Praise Ye the Lord
 
FBC-praise-lord.png

Praise Ye the Lord

Let everything that has breath praise the LORD!” (Psa 150:6a)

Psalm 150 is the final psalm.149 reflections precede it. 149 poems, songs, and laments describe the wide variety of experiences of walking with God. They describe God in unique ways. We know Him through the psalms as a fearful God, a strange God, a wondrous God, a tender God, a gentle and loving God, a ferocious God, a faithful God. The Psalms are the variety of the experiences of God.

So the psalms give us a knowledge of His glory unlike what we find in most other places in Scripture. Here we meet God through our fellow believers. This is the truth about God, but filtered through the experiences of God’s people, delivered to us by the Spirit. This is true knowledge of God’s glory.

The only thing it lacks is volume.

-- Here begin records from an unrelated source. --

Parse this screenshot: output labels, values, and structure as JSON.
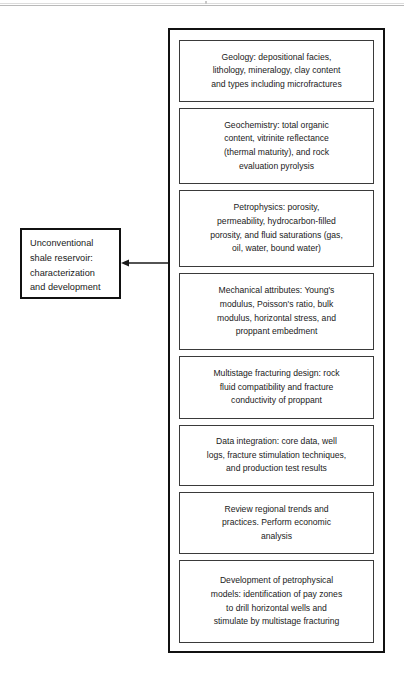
{
  "diagram": {
    "title_node": {
      "label": "Unconventional\nshale reservoir:\ncharacterization\nand development"
    },
    "connector": {
      "icon": "left-arrow-icon",
      "direction": "left"
    },
    "group_box": {
      "items": [
        {
          "id": "geology",
          "label": "Geology: depositional facies,\nlithology, mineralogy, clay content\nand types including microfractures"
        },
        {
          "id": "geochemistry",
          "label": "Geochemistry: total organic\ncontent, vitrinite reflectance\n(thermal maturity), and rock\nevaluation pyrolysis"
        },
        {
          "id": "petrophysics",
          "label": "Petrophysics: porosity,\npermeability, hydrocarbon-filled\nporosity, and fluid saturations (gas,\noil, water, bound water)"
        },
        {
          "id": "mechanical-attributes",
          "label": "Mechanical attributes: Young's\nmodulus, Poisson's ratio, bulk\nmodulus, horizontal stress, and\nproppant embedment"
        },
        {
          "id": "multistage-fracturing-design",
          "label": "Multistage fracturing design: rock\nfluid compatibility and fracture\nconductivity of proppant"
        },
        {
          "id": "data-integration",
          "label": "Data integration: core data, well\nlogs, fracture stimulation techniques,\nand production test results"
        },
        {
          "id": "review-regional-trends",
          "label": "Review regional trends and\npractices. Perform economic\nanalysis"
        },
        {
          "id": "development-petrophysical-models",
          "label": "Development of petrophysical\nmodels: identification of pay zones\nto drill horizontal wells and\nstimulate by multistage fracturing"
        }
      ]
    },
    "colors": {
      "stroke": "#111111",
      "item_stroke": "#3a3a3a",
      "text": "#1a1a1a",
      "background": "#ffffff"
    }
  }
}
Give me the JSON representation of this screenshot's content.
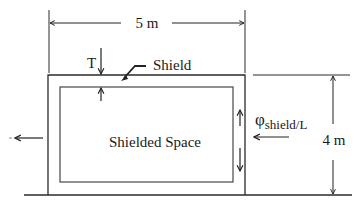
{
  "diagram": {
    "labels": {
      "width": "5 m",
      "height": "4 m",
      "thickness": "T",
      "shield": "Shield",
      "space": "Shielded Space",
      "flux_symbol": "φ",
      "flux_subscript": "shield/L"
    },
    "colors": {
      "line": "#2a2a2a",
      "inner_line": "#555555",
      "background": "#ffffff"
    }
  }
}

God wants the whole earth to be full of the knowledge of His glory. (Isaiah hears the Seraphim sing, “The whole earth is filled with His glory!” But the problem, then, is simply that it is not well known, or known well.)

Filling the earth with the knowledge of His glory: that’s what Psalm 150 is about!

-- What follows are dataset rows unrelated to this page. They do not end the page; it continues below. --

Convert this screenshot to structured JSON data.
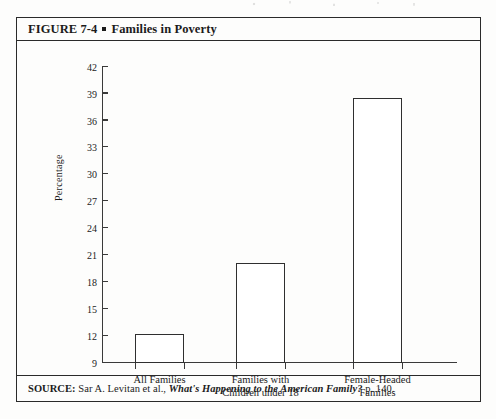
{
  "figure": {
    "title_prefix": "FIGURE 7-4",
    "title_text": "Families in Poverty",
    "source_label": "SOURCE:",
    "source_author": "Sar A. Levitan et al.,",
    "source_work": "What's Happening to the American Family?",
    "source_page": "p. 140."
  },
  "chart_data": {
    "type": "bar",
    "title": "Families in Poverty",
    "xlabel": "",
    "ylabel": "Percentage",
    "categories": [
      "All Families",
      "Families with Children under 18",
      "Female-Headed Families"
    ],
    "category_lines": [
      [
        "All Families"
      ],
      [
        "Families with",
        "Children under 18"
      ],
      [
        "Female-Headed",
        "Families"
      ]
    ],
    "values": [
      12.1,
      20.0,
      38.4
    ],
    "ylim": [
      9,
      42
    ],
    "ytick_step": 3,
    "yticks": [
      9,
      12,
      15,
      18,
      21,
      24,
      27,
      30,
      33,
      36,
      39,
      42
    ],
    "ytick_labels": [
      "9",
      "12",
      "15",
      "18",
      "21",
      "24",
      "27",
      "30",
      "33",
      "36",
      "39",
      "42"
    ],
    "grid": false,
    "legend": false,
    "bar_fill": "#ffffff",
    "bar_edge": "#2f2f2f",
    "axis_color": "#3a3a3a"
  }
}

The psalm says, “Praise God everywhere! Praise God for everything! Praise God with every instrument, in every way! Praise God everyone!” Fill the earth! Let the knowledge of this God fill every ear and then every mouth.

Psalm 150 describes where all this is going. One day, Paul says, “every knee shall bow and every tongue shall confess that Jesus Christ is LORD to the glory of God the Father.” (Phil 2:10-11) In other words, everything that has breath will, one day, praise the LORD. Scripture invites us to know that joy right now.

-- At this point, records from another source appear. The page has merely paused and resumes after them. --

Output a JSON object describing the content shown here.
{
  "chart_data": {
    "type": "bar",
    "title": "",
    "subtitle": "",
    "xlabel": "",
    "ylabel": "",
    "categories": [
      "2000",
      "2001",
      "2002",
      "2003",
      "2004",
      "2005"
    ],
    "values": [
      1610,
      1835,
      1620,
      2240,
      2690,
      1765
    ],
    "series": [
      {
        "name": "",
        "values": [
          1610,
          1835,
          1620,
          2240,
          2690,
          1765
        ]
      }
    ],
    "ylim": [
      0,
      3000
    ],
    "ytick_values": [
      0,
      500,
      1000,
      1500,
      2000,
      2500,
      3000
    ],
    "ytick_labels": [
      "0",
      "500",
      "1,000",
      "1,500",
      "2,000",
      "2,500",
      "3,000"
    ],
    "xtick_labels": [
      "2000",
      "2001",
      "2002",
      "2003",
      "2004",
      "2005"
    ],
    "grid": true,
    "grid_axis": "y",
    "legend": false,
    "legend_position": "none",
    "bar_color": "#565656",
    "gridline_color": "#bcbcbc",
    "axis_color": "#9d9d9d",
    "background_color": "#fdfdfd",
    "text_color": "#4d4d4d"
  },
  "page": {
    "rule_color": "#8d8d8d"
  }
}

But Psalm 150 also describes what the people who are full of the knowledge of the Lord do: they call on all things to praise God. (The following observation was provided by Kyle O’Brien.)

Notice something here: Here we see the psalmist, a man renewed by the knowledge of God, exerting dominion over all things by calling them to praise the Lord and using them in praise (via the instrumentation). This is what Adam and Eve were created to do. Their job was to have dominion over all things and to fill the earth, and so to fill it with the knowledge of God’s glory. (Gen 1:28)

So Psalm 150 depicts a fully alive, properly functioning, human person. It is a glimpse backward to Adam and Eve, and forward, into what could have been, what will be. It is what the Spirit, in the psalms, is at work to produce in us. It’s what should have been, yes, but it’s what can be too today, by the work of the Spirit.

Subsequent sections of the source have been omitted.